The program wants to build a culture of complete student-athletes — individuals that live up to the ideal we hear so much about. And, it encourages students to look to Paul Robeson as a role model.

“Robeson recognized that he was opening doors for others to follow,” said Dr. C. Keith Harrison, a prominent intellectual in the study of college athletics, and a co-founder of the Scholar-Baller program.

One man who benefited from Robeson’s pioneering efforts was his own son, Paul Robeson, Jr. ’48 — a Cornell graduate in electrical engineering.

On a spring day in 1945, Robeson, Jr. was at the Outdoor Heptagonal Games, competing in the high jump. The games were held in Annapolis, Maryland that year. There were only a few other African-Americans in town — after all, the Naval Academy did not have a black graduate until 1949.

But on that day, Robeson, Jr. would dash forward, over the bar, and into the record books. His Ivy League record jump of 6 foot, 3.88 inches — tying Joseph Conley of Dartmouth — would stand for ten years.

Robeson, Jr. was not only a track star. He was also an AP Honorable Mention football player. In 1998, he was inducted into the Cornell Athletic Hall of Fame.

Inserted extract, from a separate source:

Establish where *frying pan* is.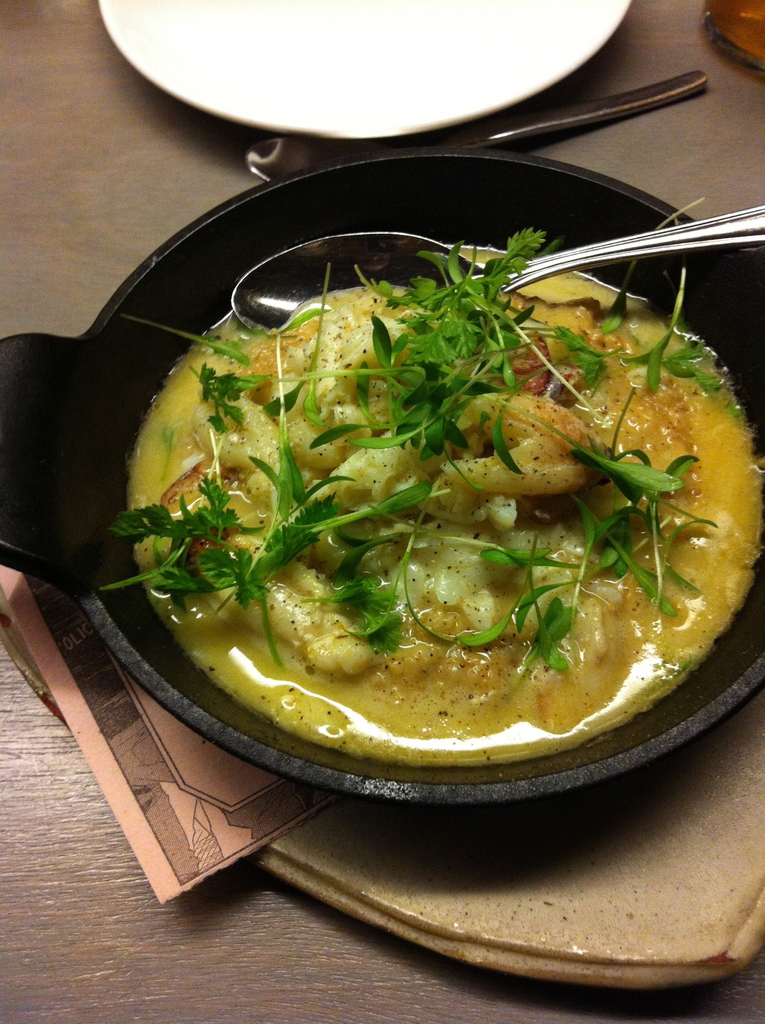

He graduated near the top of his class, and would go on to become a writer and a translator. Remarkably, the son of another black pioneer would also compete for Cornell — Joe Holland ’78. His father was Jerome, the All-American in the 1930’s.

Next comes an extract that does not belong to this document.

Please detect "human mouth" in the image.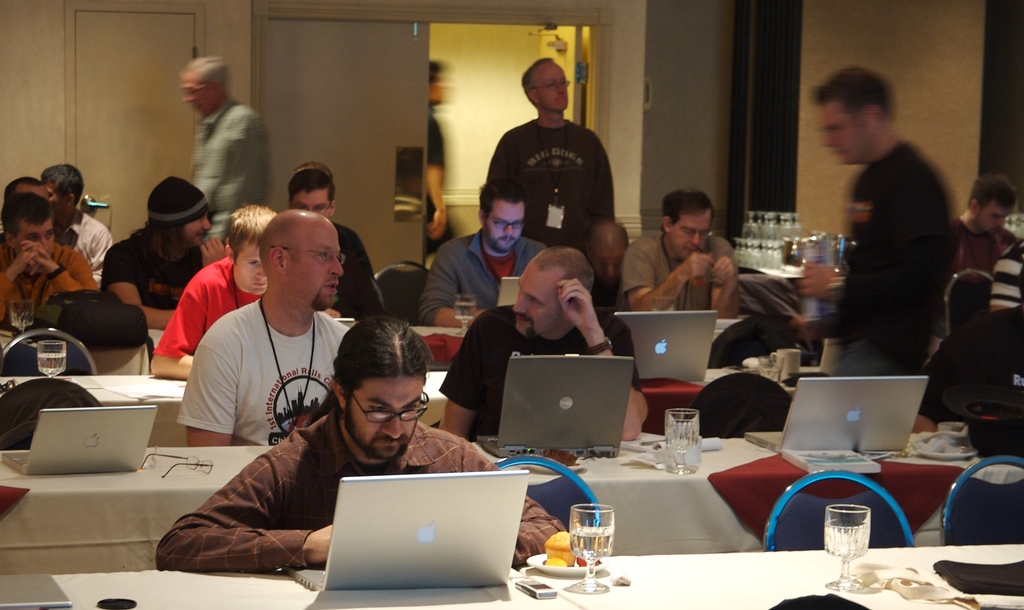
bbox=[684, 246, 697, 256].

The younger Holland was one of Cornell’s greatest football players in the 1970’s. Like his father, Joe was also a brilliant student-athlete. In 1991, he was inducted into the national Academic All-American Hall of Fame. He is one of only three Ivy Leaguers to have earned that honor. Holland is currently a trustee emeritus of Cornell.

Indeed, these Cornellians — along with Robeson, Sr. — remain great examples of what being a student-athlete is all about.

And they were not just pioneers for black athletes. They were pioneers for any athlete who wants to achieve both on, and off the field.

But too often, at schools across America, the ideal of the student-athlete is not realized. That’s where a program like Arizona State’s can help. It’s a program which tells student-athletes, of all races, that they should aspire to become complete individuals. The ideal — which was made reality by men like Jerome Holland — can still exist today.